Rev. Jones felt left out because Unitarian-Universalists are not what you would call Christians. Instead, they firmly believe that… um… ah…. Well, they’re not, strictly speaking, what you would call Christians.
So if the governor meant to stiff-arm his congregation, and Jews, and the Sikhs in her own family, then that’s not good. If she really meant to do that.
But… I have to object to the fact that in making the argument that Nikki Haley should not have done such a thing, Rev. Jones repeated a popular misconception, and I feel the need to correct him:
So I will not be attending the governor’s day of prayer, because she didn’t actually mean to invite me, as I am the minister of the Unitarian Universalist Congregation of Columbia. But even if she had, I would not attend. I am not against prayer, but I am for the Constitution, the First Amendment of which establishes a “wall of separation between church and state,” to use Thomas Jefferson’s famous phrase. That wall protects the integrity of both government and religion. It prevents religious zealots from using the power and purse of the government to force their beliefs and practices on the rest of us, and it prevents overreaching politicians from intruding into religious affairs. Each institution does better when it minds its own business — when ministers pray and politicians pave roads….
You see the error, right?
The First Amendment does not establish a “wall of separation between church and state.” That oft-repeated quote was Thomas Jefferson — who was not involved in drafting the Constitution or the Bill of Rights — expressing his opinion regarding the effect of the actual amendment. It was in a letter he wrote as president to the Danbury Baptist Association explaining why he, unlike his predecessors and some who followed him, refused to proclaim days of fasting and thanksgiving. The operative passage:
Believing with you that religion is a matter which lies solely between man & his god, that he owes account to none other for his faith or his worship, that the legitimate powers of government reach actions only, and not opinions, I contemplate with sovereign reverence that act of the whole American people which declared that their legislature should make no law respecting an establishment of religion, or prohibiting the free exercise thereof, thus building a wall of separation between church and state…
Jefferson was on solid ground when he said the amendment provided that the Congress “should make no law respecting an establishment of religion, or prohibiting the free exercise thereof.” But he ventured into opinion, and for his part wishful thinking, when he added “thus building a wall of separation between church and state.”
(Interestingly, after rhetorically erecting this wall and standing firmly on the secular side of it, he closed his letter with these pious words: “I reciprocate your kind prayers for the protection and blessing of the common Father and creator of man…”)
By the way, I place more store on the opinion of James Madison that there should be a “total separation of the church from the state.” But it must be noted that Madison did not insert such language into the amendment itself, and no amendment with that wording was ever ratified or adopted.
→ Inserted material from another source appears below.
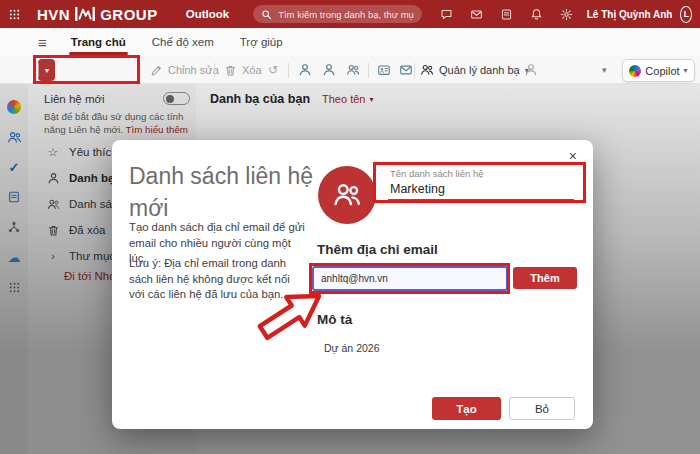  Describe the element at coordinates (476, 14) in the screenshot. I see `mail-app-icon` at that location.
Too many folks continue to believe that what Jefferson chose to believe the amendment said is actually what the amendment says.
When it isn’t.
We are not to have an established church, and the government may not interfere with anyone’s particular religious beliefs or practices. This is not the same as having a wall of separation; it’s not even close.
In Jefferson’s day, a lot of folks wanted there to be such a wall, and he was among them. A lot of folks want there to be such a wall today, and furthermore sincerely believe the Constitution provides for one.
But, again, it does not.
Rev. Jones concludes:
I realize that in South Carolina, indeed across the South, it is tempting for politicians to overstep their civil authority and meddle in religious matters. Southern politicians win lots of votes by making a public display of their piety. The next time Gov. Haley prays, she might consider praying for the strength to resist that temptation … for her own spiritual health and for the health of our constitutional democracy….
Rev. Jones may find it distasteful when “Southern politicians win lots of votes by making a public display of their piety.” I might, too, depending on the circumstances and the nature of that display. Not because the civic realm is damaged by mentions of God, but because God is blasphemed by having His name yoked to an individual politician’s aims.
Many of my readers might be offended in far more instances than I would. But when politicians thus offend, they generally do not “overstep their civil authority.”